FRAUD. An endeavor to alter rights, by deception touching motives, or by circumven tion not touching motives. Bigelow, Fraud 5.
Fraud is sometimes used as a term syn onymous with covin, collusion, and deceit, but improperly so. Covin is a secret con trivance between two or more persons to defraud and prejudice another of his rights. Collusion is an agreement between two or more persons to defraud another under the forms of law, or to accomplish an illegal purpose. Deceit is a fraudulent contrivance by words or acts to deceive a third person, who, relying thereupon, without careless ness or neglect of his own, sustains damages thereby. Co. Litt. 357 b; Bacon, Abr. Fraud.
Actual or positive fraud includes cases of the intentional and successful employment of any cunning, deception, or artifice, used to circumvent, cheat, or deceive another. 1 Story, Eq. Jur. § 186.
For instance, the misrepresentation by word or deed of material facts, by which one exercising reasonable discretion and confidence is misled to his injury, whether the misrepresentation was known to be false, or only not known to be true, or even if made altogether innocently; the suppression of material facts which one party is legally or equitably , bound to disclose to another ; all cases of uncOnscientious advantage in bargains obtained by imposition, circumven tion, surprise, and undue influence over per sons in general, and especially over those who are, by reason of age, infirmity, idiocy, lunacy, drunkenness, coverture, or other in capacity, unable to take due care of and pro tect their own rights and interests ; bar gains of such an unconscionable nature and of such gross inequality as naturally lead to the presumption of fraud, imposition, or (' undue influence, when the decree of the court can place the parties in statu quo; cases of surprise and sudden action, without due deliberation, of which one party takes ad vantage; cases of the fraudulent suppres sion or destruction of deeds and other in struments, in violation of, or injury to, the rights of others ; fraudulent awards with intent to do injustice; fraudulent and illu sory appointments and revocations under powers ; fraudulent prevention of acts to be done for the benefit of others under false statements or false promises ; frauds in relation to trusts of a secret or special nature; frauds in verdicts, judgments, de crees, and other judicial proceedings ; frauds in the confusion of boundaries of estates and matters of partition and dower.; frauds
In the administration of charities ; and frauds upon creditors and other persons standing upon a like equity, are cases of actual fraud. 1 Story, Eq. Jur. c. 6.

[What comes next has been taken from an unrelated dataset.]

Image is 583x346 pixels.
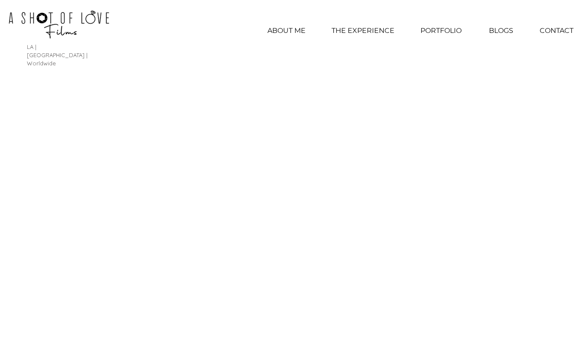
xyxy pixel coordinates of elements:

Legal or constructive fraud includes such contracts or acts as, though not originating in any actual evil design or contrivance .to perpetrate a fraud, yet by their tendency to deceive or mislead others, or to violate private or public confidence, are prohibited by law.
Thus, for instance, contracts against some general public policy or fixed artificial policy of the law ; cases arising from some peculiar confidential or fiduciary relation between the parties, where advantage is taken of that relation by the person in whom the trust or confidence is reposed, or by third persons; agreements and other acts of parties which operate virtually to delay, defraud, and de ceive creditors ; purchases of property, with full notice of the legal or equitable title of other persons to the same property (the pur chaser becoming, by construction, particeps criminis with the fraudulent grantor) ; and voluntary conveyances of real estate, as af fecting the title of subsequent purchasers ; 1 .Story, Eq. Jur. c. 7. See Bisph. Eq. 205.
According to the civilians, positive fraud consists in doing one's self, or causing an other to do, such things as induce the op posite party into error, or retain him there. The intention to deceive, which is the char acteristic of fraud, is here present. Fraud is also divided into that which has induced the con tract, &Las dams causam contractui, and incidental or accidental fraud. The former is that which has been the cause or determining motive of the contract, that without which the party defrauded would not have contracted, when the artifices prac tised by one of the parties have been such that it is evident that without them the oth er would not have contracted. Incidental or accidental fraud is that by which a: person, otherwise determined to contract, is deceived on some accessories or incidents of the con tract,—for example, as to the quality 'of the object of the contract, or its .price,—so that he has made a bad bargain. Accidental fraiid does not, according to the civilians, avoid the contract, but simply subjects the party to damages. It is otherwise Where the fraud has been the determining cause of the contract, quit causam dedit contractui: in that case the contract is void. Toullier, Dr. Civ. Fr. 11v. 3, t. 3, C. 2, n. § 5, n. 86, et seq.